Stories give us meaning, says author and professor Jonathan Gottschall. “There is great power in storytelling and America’s business community has realized and embraced this concept,” he says. “But great storytelling demands risk taking and that’s where, too often, companies fall short.”
Q: Why do human beings need stories?
Stories allow us to create a meaningful structure to the information we are constantly receiving. We organize this information within a narrative framework. In terms of why we tell stories, it’s helpful to use an analogy of the human hand. Our hands have evolved to serve numerous purposes, including caressing, defending, communicating, signaling, feeding. And, like other human tools, storytelling has evolved to serve multiple purposes, but its first function was to transmit cultural information, passing from one generation to another through tribal mythologies. Our brains have evolved in such a way that information presented in the form of a story “sticks” better.
Q: What types of stories stick best?
Stories have an intrinsic underlying structure. They may look or sound diverse, but underneath is a common skeleton that I call problem structure. Most basically, stories tend to be about problems and their solutions. Characters struggle desperately to make things right and find resolution. In order to capture the attention of our audience, the storyteller places the hero into scary, dangerous situations and we watch the characters try to solve them.
Q: This importance of storytelling has entered into business communications. How do you see it playing out?

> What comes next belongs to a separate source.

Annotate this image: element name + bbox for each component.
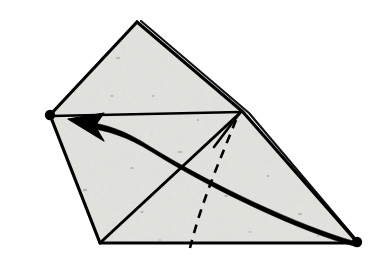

In my experience, business people tend to back off from telling the most riveting, contagious stories. That’s because, broadly speaking, there’s a culture of caution in business. Corporations tend to shy away from dramatizing the negative, preferring to show happy people going through their lives without difficulty. That’s not terribly evocative storytelling. If we look at the bestseller list, we see it’s full of terror and carnage and threat. Those are the sorts of stories that grab our attention.
The most common answer to why we need stories is because they allow us to escape. That’s what business people tend to think. But if you look at the most riveting stories, they tend to be the opposite of escapism. Our most captivating stories are those that allow us to truly confront and engage our largest, deepest fears, not escape from them. The risk-averse nature of corporate culture conflicts with the need for storytellers to be risk-takers.
Q: If corporate communicators truly want to embrace storytelling, how would you advise them?
Write in a way that frightens you, scares you. That’s where our best stories come from. Part of the problem in business is that people who are not trained as storytellers are trying to make an awkward transition into storytelling. Very few corporate communicators are willing to do the hard work that is necessary to tell stories properly. I hate to say this, but stories are only effective or powerful if they’re good.
Q: What are you currently reading?
I’m reading the novels of author and poet Jim Harrison, who we recently lost. I just finished his Legends of the Fall and was so sad to turn the final page; what a book. Also, I just reread John Kennedy Toole’s A Confederacy of Dunces, one of those rare books where I actually laughed out loud through the entire reading.
Jonathan Gottschall is the author of The Storytelling Animal: How Stories Make us Human and, most recently, The Professor in the Cage: Why Men Fight and Why We Like to Watch. He is a Distinguished Fellow in the English department of Washington & Jefferson College in Washington, PA.